Justices Eye Evidence for Discovery Rule to Kick In, Beginning Limitations Period in Misdiagnosis Case
The Pennsylvania Supreme Court heard arguments Thursday in Nicolaou v. Martin, which involves a woman seeking to sue a doctor who allegedly misdiagnosed her Lyme disease as multiple sclerosis.
May 18, 2018 at 01:45 PM
4 minute read
Photo: Shutterstock
What is adequate confirmation of a patient's alleged misdiagnosis that would start the clock on the period for suing a doctor?
That was the question at issue during the Pennsylvania Supreme Court's argument Thursday in Nicolaou v. Martin, which involves a woman seeking to sue a doctor who allegedly misdiagnosed her Lyme disease as multiple sclerosis.
According to Nancy Nicolaou's lawyer, Nathan Murawsky of Hamburg, Rubin, Mullin, Maxwell & Lupin, there are several disputed factors, including her doctor holding fast to his diagnosis of multiple sclerosis and his client's inability to pay for a diagnostic test, and therefore the issue needs to go before a jury. His client's case was tossed out on summary judgement.
Murawsky told the justices that both the trial court and the en banc Superior Court panel, which each agreed that the case needed to be tossed due to the statute of limitations, had displayed a “deliberate ignorance” of the facts,” and “never engaged in a discussion” about what could have delayed Nicolaou in discovering she suffered from Lyme disease rather than multiple sclerosis.
Last year, a split Superior Court panel determined that numerous pieces of evidence, including Facebook posts made soon after her multiple sclerosis diagnosis, indicated she suspected she had Lyme disease more than two years before the statute of limitations allowing her to sue over the diagnosis expired.
Although the Superior Court's ruling affirmed a decision from the Lehigh County Court of Common Pleas that tossed the case on summary judgment, it also marked the reversal of a three-judge panel of the Superior Court, which had called for the statute of limitations issue to be resolved by a jury.

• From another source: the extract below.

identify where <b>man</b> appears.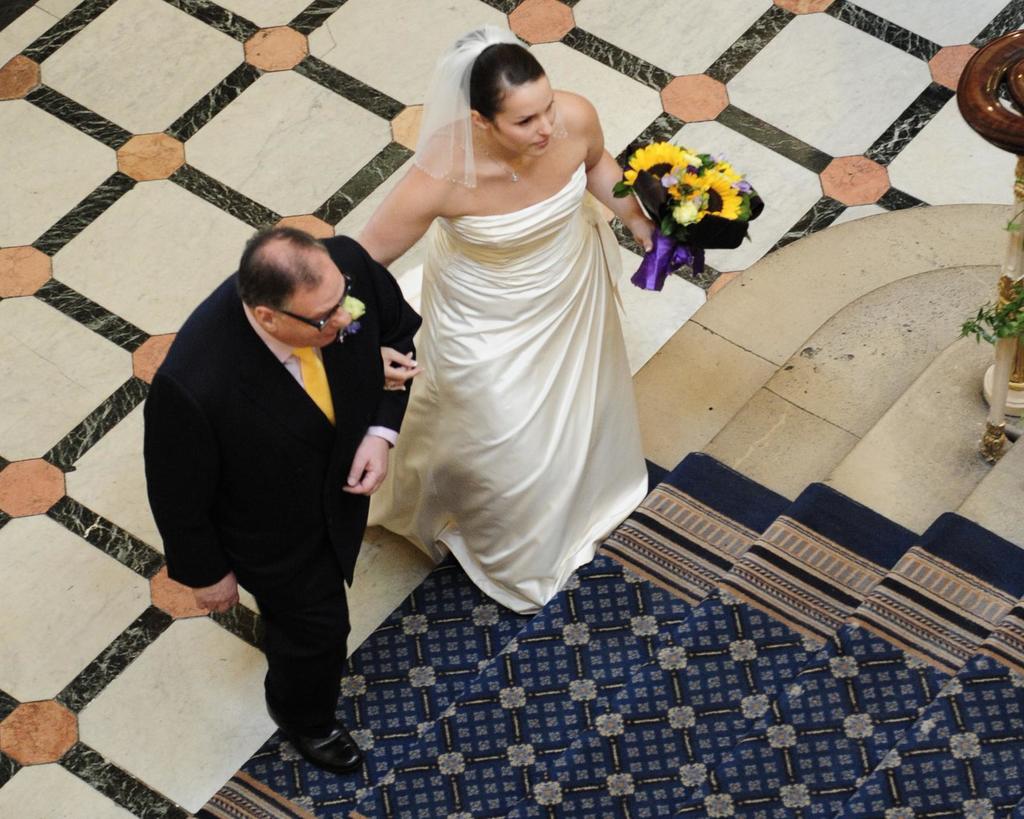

Nicolaou argued that, while she may have suspected Lyme disease, she did not believe she suffered from it and was only able to confirm she had the disease after a specific test in 2010. However, Superior Court Judge Jacqueline O. Shogan, writing for the Superior Court majority, cited two Facebook posts in the court records that the intermediate appeals court found undercut that argument.
“As underscored by the trial court, on Feb. 14, 2010, Mrs. Nicolaou posted, 'I had been telling everyone for years i thought it was lyme…,' to which one of her Facebook friends responded, '[Y]ou DID say you had Lyme so many times!'” Shogan said. “Mrs. Nicolaou's Facebook post, indeed her own words, bear on the fallacy of her claim on appeal that 'she didn't believe it.'”

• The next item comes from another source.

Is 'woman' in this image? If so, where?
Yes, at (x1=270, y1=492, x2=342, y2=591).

Nicolaou filed her suit in Feb. 10, 2012, nearly two years after her Facebook post indicated she suspected she had Lyme disease sooner.
During arguments Thursday, Murawsky said the court ignored disputed facts, and that the Facebook posts have yet to be authenticated. He further contended that the court never delved into the impacts of having Nicolaou's doctor continue to deny that she suffered from Lyme disease, and the fact that only a nurse practitioner confirmed her Lyme disease diagnosis.
Nurses, he noted, cannot supply certificates of merit, which are needed for a plaintiff to bring a medical malpractice claim.
Mark Zolfaghari, chief medical litigation officer at St. Luke's University Health Network, who represented defendant Dr. James Martin before the justices, agreed that some facts may be disputed. However, he said reasonable minds could not differ from the fact that Nicolaou brought her suit outside the statute of limitations.
“There are always issues of fact, but the question is whether reasonable minds could differ,” Zolfaghari said.